By Greg Markley
For the Opelika Observer
For the first time since I traveled to Boston as a sixth-grader, I saw again the place in Boston harbor where the original “Tea Party” happened, on December 16, 1773. Close by is Quincy Market, another national treasure. Referred to as “the Cradle of Liberty,” this 1743 building is temporarily closed. No one was inside the hall in late June when I walked by, another inanimate casualty of COVID-19.
Two nights in a row there were marches and speeches. They started out as anti-police events, calling the death of George Floyd a murder most foul. But then it became a potpourri of Leftist sentiment, radical ideas and advocacy of socialism. University students, blue-collar workers and others were exercising their right to assemble and speak freely without the government shutting them up. Boston rebel Samuel Adams, who spoke here in favor of Independence in the 1770s, would be proud of this peaceful protest.
“The (2020) protests in America’s big cities and tiny towns far from the coasts, may be the most widespread in the country’s long history of marching,” reflected The Economist. “What began as a protest against police violence against African-Americans has led to an examination of racism in all its forms….When enough citizens march against an injustice, they can prevail. That is the power of protest.”
As undergraduates in the late 1970s, we were living in what was nicknamed the Me Decade. This was based on an essay by American author Tom Wolfe. He argued that America was much different from the activist 1960s. The individual was now the focus, not saving the world or joining communes or marching.
In fall 1975 I was a freshman studying political science at Rhode Island College. The 1960s advocacy and civic engagement approach was still present. Our student newspaper had many announcements and accounts of protests and marches people could or did attend. Was climate change a hot issue? No, not really. How about the controversial Vietnam War? Of course not, that had ended on April 30, 1975.
The campaign drawing students to California dealt with–Drum Roll– grapes! People felt farmworkers were underpaid. They were, given the demanding hours and work conditions. The 1960s fight was wineries vs. the United Farm Workers (UFW). By 1976, when my classmates drove out West to help, it was unions versus illegal immigrants. I respected my classmates for showing how effective peaceful protesting can be. But I myself skipped the activism route.
Who among our readers has not had the following happen, in one job or another? You take a position based on benefits, rather than liking the potential of the job for your career, or because you know some coworkers already and like them. Then you realize the benefits may be “too good to be true.” This happened to several retiring students I taught at Fort Benning, Georgia.
One was a single-parent with two teenage boys; he was told he would have most weekends off, as a truck driver. That didn’t happen, so he lacked quality time with his sons. Another former soldier was attracted by “promotion potential” the civilian job recruiter said was a benefit. But promotion looked far off for this woman. Four workers were hired at the same time, and not one supervisor planned to retire or quit for years.
The real “too good to be true” Ponzi scheme is socialism. Protestors say “all is free under socialism, health-care, college education, etc.” How silly! Middle-class people will get a tax increase under socialism. Job-creators will hand much of the costs to you. CNN.Money noted that Denmark, at 60% in 2012, had the highest top personal income tax rate among 34 countries. Plus, that 60% applied to income over $55,000. Is it “too good to be true” to get something “free” that you actually end up paying for?
“Ronald Reagan said that freedom is always one generation away from extinction,” said U.S. Sen. Ben Sasse (R-Neb.). “He said that freedom is not passed along in the bloodstream—it has to be taught.” Sasse sees a corollation between U.S. teenagers not knowing civics and the fact that polls suggest nearly 40% of Americans under age 30 believe the First Amendment might be harmful.
That amendment, part of the Bill of Rights, protects, among others, the right to peaceably assemble without government interfering. There is no reason for politicians or police to disrupt peaceful protesters. The police I talked to in Boston were delighted that a riot did not erupt, as happened in Atlanta and Washington DC.
Politicians often try to gain “law and order cred” (credibility) by labeling a peaceful protest as a riot. Don’t be gullible to that scam. On my first visit to Faneuil Hall I never imagined it would draw protests 50 years later. Especially not with a pandemic in place! I couldn’t imagine the Hall’s name would change because Peter Faneuil had slaves. I am delighted that free speech is strong and that we are rectifying past errors.
Greg Markley has lived in Lee County for19 of the past 24 years. An award-winning journalist, he has Master’s degrees in education and history. He taught political science as an adjunct in Georgia and Alabama.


## Task details
Exclude all pictures, then copy each of the records exactly as written.

## Data extracts
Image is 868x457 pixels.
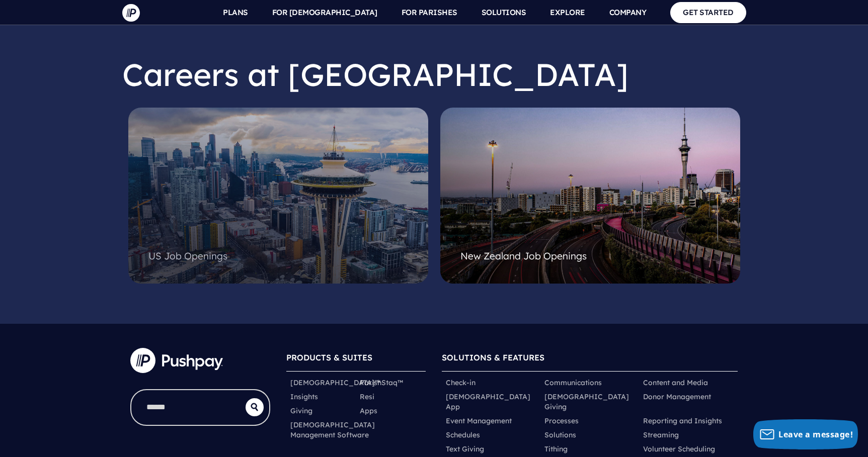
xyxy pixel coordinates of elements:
[290,392,318,402] a: Insights
[446,416,512,426] a: Event Management
[544,430,576,440] a: Solutions
[359,392,374,402] a: Resi
[643,416,722,426] a: Reporting and Insights
[670,2,746,22] a: GET STARTED
[544,378,602,388] a: Communications
[643,378,708,388] a: Content and Media
[460,250,586,262] span: New Zealand Job Openings
[290,378,381,388] a: [DEMOGRAPHIC_DATA]™
[446,392,536,412] a: [DEMOGRAPHIC_DATA] App
[441,348,737,372] h6: SOLUTIONS & FEATURES
[286,348,426,372] h6: PRODUCTS & SUITES
[440,108,740,284] a: New Zealand Job Openings
[446,444,484,455] a: Text Giving
[128,108,428,284] a: US Job Openings
[643,430,678,440] a: Streaming
[446,378,476,388] a: Check-in
[149,250,228,262] span: US Job Openings
[544,444,568,455] a: Tithing
[446,430,480,440] a: Schedules
[290,420,375,440] a: [DEMOGRAPHIC_DATA] Management Software
[122,48,746,101] h2: Careers at [GEOGRAPHIC_DATA]
[359,406,377,416] a: Apps
[643,392,711,402] a: Donor Management
[778,429,852,440] span: Leave a message!
[643,444,715,455] a: Volunteer Scheduling
[359,378,403,388] a: ParishStaq™
[753,420,857,450] button: Leave a message!
[544,392,635,412] a: [DEMOGRAPHIC_DATA] Giving
[544,416,578,426] a: Processes
[290,406,312,416] a: Giving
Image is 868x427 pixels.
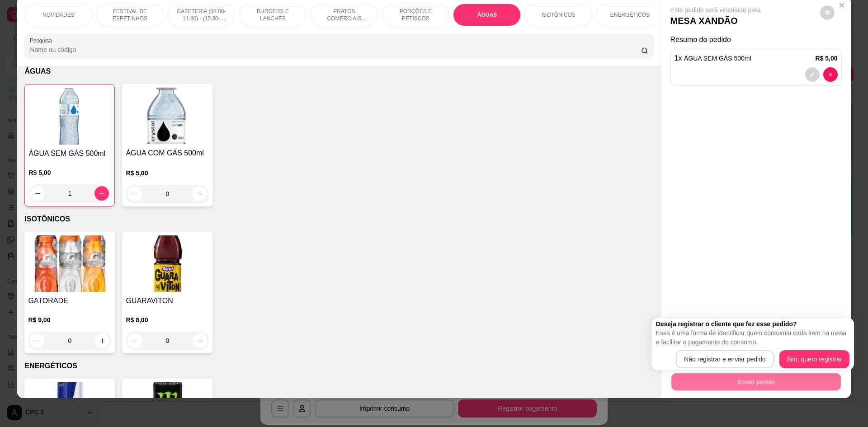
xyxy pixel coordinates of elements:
p: ENERGÉTICOS [610,11,650,19]
p: Essa é uma forma de identificar quem consumiu cada item na mesa e facilitar o pagamento do consumo. [656,329,850,347]
button: decrease-product-quantity [30,186,45,201]
p: Resumo do pedido [671,34,842,45]
p: R$ 5,00 [125,169,209,178]
img: product-image [28,88,111,145]
p: ÁGUAS [24,66,653,77]
h2: Deseja registrar o cliente que fez esse pedido? [656,320,850,329]
p: NOVIDADES [42,11,75,19]
button: Não registrar e enviar pedido [676,350,774,368]
h4: ÁGUA COM GÁS 500ml [125,148,209,159]
img: product-image [125,236,209,292]
button: decrease-product-quantity [823,68,838,82]
button: Enviar pedido [671,373,841,391]
button: decrease-product-quantity [805,68,820,82]
button: increase-product-quantity [192,334,207,348]
p: Este pedido será vinculado para [671,5,761,14]
p: FESTIVAL DE ESPETINHOS [104,8,156,22]
h4: GATORADE [28,296,111,306]
h4: ÁGUA SEM GÁS 500ml [28,148,111,159]
p: R$ 8,00 [125,315,209,324]
span: ÁGUA SEM GÁS 500ml [684,55,752,62]
p: BURGERS E LANCHES [247,8,299,22]
p: ISOTÔNICOS [24,214,653,225]
p: PRATOS COMERCIAIS (11:30-15:30) [318,8,370,22]
p: PORÇÕES E PETISCOS [389,8,442,22]
label: Pesquisa [30,37,55,44]
p: R$ 5,00 [28,168,111,177]
button: decrease-product-quantity [820,5,835,20]
button: decrease-product-quantity [127,187,142,201]
button: decrease-product-quantity [30,334,44,348]
p: MESA XANDÃO [671,14,761,27]
p: R$ 9,00 [28,315,111,324]
p: ENERGÉTICOS [24,361,653,372]
img: product-image [28,236,111,292]
p: ÁGUAS [478,11,497,19]
button: increase-product-quantity [95,186,109,201]
button: increase-product-quantity [95,334,109,348]
input: Pesquisa [30,45,641,54]
h4: GUARAVITON [125,296,209,306]
button: increase-product-quantity [192,187,207,201]
img: product-image [125,87,209,144]
p: CAFETERIA (08:00-11:30) - (15:30-18:00) [175,8,227,22]
p: R$ 5,00 [816,54,838,63]
p: 1 x [674,53,752,64]
button: decrease-product-quantity [127,334,142,348]
p: ISOTÔNICOS [542,11,575,19]
button: Sim, quero registrar [779,350,850,368]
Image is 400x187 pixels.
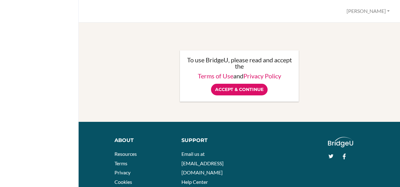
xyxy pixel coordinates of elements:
a: Terms of Use [198,72,233,80]
a: Resources [114,151,137,157]
a: Privacy [114,169,131,175]
a: Privacy Policy [243,72,281,80]
a: Terms [114,160,127,166]
div: Support [181,137,235,144]
p: To use BridgeU, please read and accept the [186,57,292,69]
img: logo_white@2x-f4f0deed5e89b7ecb1c2cc34c3e3d731f90f0f143d5ea2071677605dd97b5244.png [328,137,354,147]
input: Accept & Continue [211,84,268,95]
p: and [186,73,292,79]
a: Help Center [181,179,208,185]
div: About [114,137,172,144]
button: [PERSON_NAME] [344,5,393,17]
a: Email us at [EMAIL_ADDRESS][DOMAIN_NAME] [181,151,224,175]
a: Cookies [114,179,132,185]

## Result
Image is 868x457 pixels.
xyxy pixel coordinates of elements:
[290,392,318,402] a: Insights
[446,416,512,426] a: Event Management
[544,430,576,440] a: Solutions
[359,392,374,402] a: Resi
[643,416,722,426] a: Reporting and Insights
[670,2,746,22] a: GET STARTED
[544,378,602,388] a: Communications
[643,378,708,388] a: Content and Media
[460,250,586,262] span: New Zealand Job Openings
[290,378,381,388] a: [DEMOGRAPHIC_DATA]™
[446,392,536,412] a: [DEMOGRAPHIC_DATA] App
[441,348,737,372] h6: SOLUTIONS & FEATURES
[286,348,426,372] h6: PRODUCTS & SUITES
[440,108,740,284] a: New Zealand Job Openings
[446,444,484,455] a: Text Giving
[128,108,428,284] a: US Job Openings
[643,430,678,440] a: Streaming
[446,378,476,388] a: Check-in
[149,250,228,262] span: US Job Openings
[544,444,568,455] a: Tithing
[446,430,480,440] a: Schedules
[290,420,375,440] a: [DEMOGRAPHIC_DATA] Management Software
[122,48,746,101] h2: Careers at [GEOGRAPHIC_DATA]
[359,406,377,416] a: Apps
[643,392,711,402] a: Donor Management
[778,429,852,440] span: Leave a message!
[643,444,715,455] a: Volunteer Scheduling
[359,378,403,388] a: ParishStaq™
[753,420,857,450] button: Leave a message!
[544,392,635,412] a: [DEMOGRAPHIC_DATA] Giving
[544,416,578,426] a: Processes
[290,406,312,416] a: Giving
Image is 868x427 pixels.
xyxy pixel coordinates of elements:
p: ENERGÉTICOS [610,11,650,19]
p: Essa é uma forma de identificar quem consumiu cada item na mesa e facilitar o pagamento do consumo. [656,329,850,347]
button: decrease-product-quantity [30,186,45,201]
p: Resumo do pedido [671,34,842,45]
p: R$ 5,00 [125,169,209,178]
img: product-image [28,88,111,145]
p: ÁGUAS [24,66,653,77]
h2: Deseja registrar o cliente que fez esse pedido? [656,320,850,329]
p: NOVIDADES [42,11,75,19]
button: Não registrar e enviar pedido [676,350,774,368]
h4: ÁGUA COM GÁS 500ml [125,148,209,159]
img: product-image [125,236,209,292]
button: decrease-product-quantity [823,68,838,82]
button: Enviar pedido [671,373,841,391]
button: decrease-product-quantity [805,68,820,82]
button: increase-product-quantity [192,334,207,348]
p: Este pedido será vinculado para [671,5,761,14]
p: FESTIVAL DE ESPETINHOS [104,8,156,22]
h4: GATORADE [28,296,111,306]
h4: ÁGUA SEM GÁS 500ml [28,148,111,159]
p: R$ 8,00 [125,315,209,324]
span: ÁGUA SEM GÁS 500ml [684,55,752,62]
p: BURGERS E LANCHES [247,8,299,22]
p: ISOTÔNICOS [24,214,653,225]
p: PRATOS COMERCIAIS (11:30-15:30) [318,8,370,22]
p: PORÇÕES E PETISCOS [389,8,442,22]
label: Pesquisa [30,37,55,44]
p: R$ 5,00 [28,168,111,177]
button: decrease-product-quantity [820,5,835,20]
button: decrease-product-quantity [127,187,142,201]
button: decrease-product-quantity [30,334,44,348]
p: MESA XANDÃO [671,14,761,27]
p: R$ 9,00 [28,315,111,324]
p: ENERGÉTICOS [24,361,653,372]
img: product-image [28,236,111,292]
p: ÁGUAS [478,11,497,19]
button: increase-product-quantity [95,186,109,201]
button: increase-product-quantity [95,334,109,348]
input: Pesquisa [30,45,641,54]
h4: GUARAVITON [125,296,209,306]
button: increase-product-quantity [192,187,207,201]
img: product-image [125,87,209,144]
p: CAFETERIA (08:00-11:30) - (15:30-18:00) [175,8,227,22]
p: R$ 5,00 [816,54,838,63]
p: 1 x [674,53,752,64]
button: decrease-product-quantity [127,334,142,348]
p: ISOTÔNICOS [542,11,575,19]
button: Sim, quero registrar [779,350,850,368]
Image is 400x187 pixels.
xyxy pixel coordinates of elements:
a: Terms of Use [198,72,233,80]
a: Resources [114,151,137,157]
a: Privacy [114,169,131,175]
a: Privacy Policy [243,72,281,80]
a: Terms [114,160,127,166]
div: Support [181,137,235,144]
p: To use BridgeU, please read and accept the [186,57,292,69]
img: logo_white@2x-f4f0deed5e89b7ecb1c2cc34c3e3d731f90f0f143d5ea2071677605dd97b5244.png [328,137,354,147]
input: Accept & Continue [211,84,268,95]
p: and [186,73,292,79]
a: Help Center [181,179,208,185]
div: About [114,137,172,144]
button: [PERSON_NAME] [344,5,393,17]
a: Email us at [EMAIL_ADDRESS][DOMAIN_NAME] [181,151,224,175]
a: Cookies [114,179,132,185]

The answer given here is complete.